Here is the nice moment: as I was in the largest of the rooms (before playing the YouTube clips), students kept wandering in singly or in pairs. They'd walk around a bit, look at the desks, and then leave. Some of them talked to me a little: "Hi, are you a professor? I'm just checking out the room before classes start." It was good to see students doing that, and it reminded me that we were both doing the same thing, in a way--trying to get acclimated to the space a little before classes start.
Here is the tech tip, as passed along to me by the Apple geniuses: some time in the spring of 2010, a MacOS upgrade made all the power settings on the laptop default to California power-saving standards, which sounds all eco-worthy and green except that if you were projecting video of any sort, the video on the screen at the front of the room was so dark that students couldn't see it, even if the laptop was plugged in. The same automatic darkening occurred when students would present their work and embed a video clip. I knew something had happened and figured out that it was probably somebody's idea of a feature rather than a bug, but it was maddening because there was no cure for it.
The Apple genius told me that it was a common problem and that this is the way to fix it: go to the battery icon (Energy Saver Preferences), and change the settings from "Better Battery Life" to "Higher Performance" under "Power Adapter." You will have to restart and log in again (not just log in again), but that should fix the settings temporarily. The settings will revert to "Better Battery Life" even if the computer isn't running on battery, so you will have to repeat the process if you shut down the computer.
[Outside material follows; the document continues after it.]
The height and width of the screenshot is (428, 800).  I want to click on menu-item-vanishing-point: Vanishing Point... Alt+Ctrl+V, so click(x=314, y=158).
This fix seemed to work today, so let's hope that it works if I show video in class this year. The last time, students tried to watch a movie that looked like Godfather II seen through goggles filled with dark coffee, and even their young eyes couldn't make out the murky doings on the screen.
4 comments:
Smart! And it will make the technology issue so much less stressful during the actual classes!
Clever, but what if my MacOS doesn't include this functionality? Presumably, this means that I'm working with an older version of Leopard (I bought my notebook before Lion was released), so that stuff just isn't there in my Energy Saver settings. Is there anything I can do to keep the screen from darkening slightly when I'm showing videos and stuff, while the computer is plugged in? (I always bring my power cord with me, and most podiums I've encountered have a plug to keep the computer charged up during presentations.)
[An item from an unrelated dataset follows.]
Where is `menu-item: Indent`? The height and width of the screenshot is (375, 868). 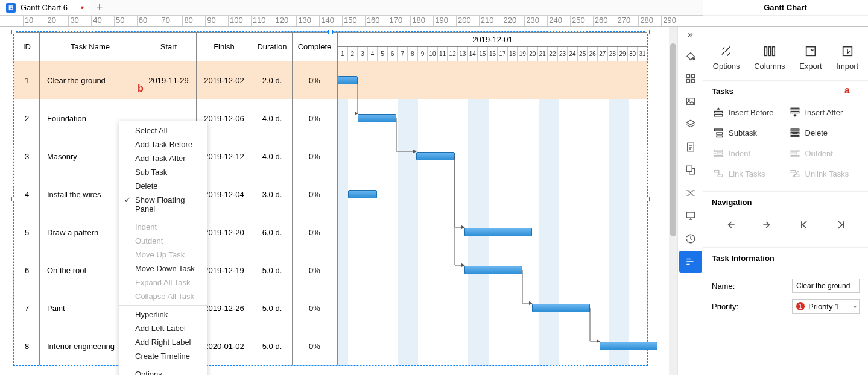
menu-item: Indent is located at coordinates (163, 227).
I know: probably nothing. But I've always wondered.
You can also go to "System Preferences" and "displays" and uncheck the box "automatically change brightness levels as the ambient light changes." That's how I've been dealing with going outside with the laptop. Although I certainly don't want to be outside now that I am back here!
Bardiac, that's what I'm hoping for. (And I meant to leave a comment on your Bath post!)
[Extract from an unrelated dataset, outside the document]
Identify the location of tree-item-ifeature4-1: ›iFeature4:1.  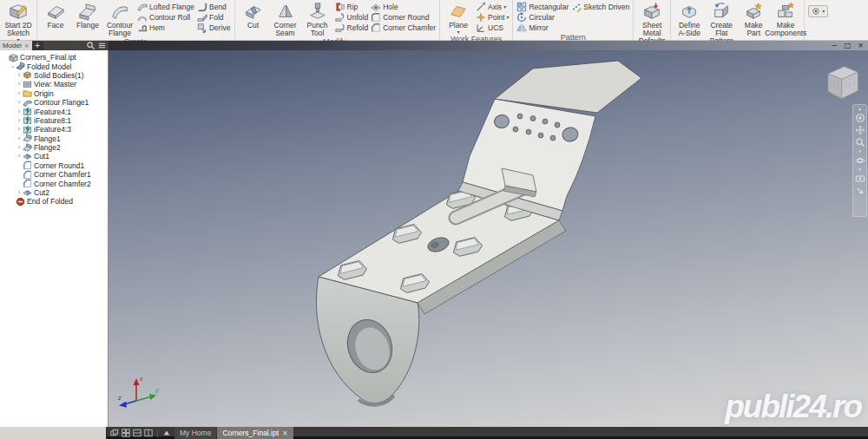
(54, 111).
Dr. Koshary--I'm not sure what to do with that, but the Apple geniuses could tell you. I do know that it's a big problem, apparently; I kept running into forums where everyone was complaining about this "feature." Maybe there is a deeper setting to change.
Sisyphus--I did try that at the urging of the Mac students yelling for me to do that when I was at the front of the class, but it only worked on the screen, not for the projector. The Apple genius said that the issue for this particular update was the amount of power being drawn by projecting to an external projector, although I also unchecked the "change brightness" feature just to be safe.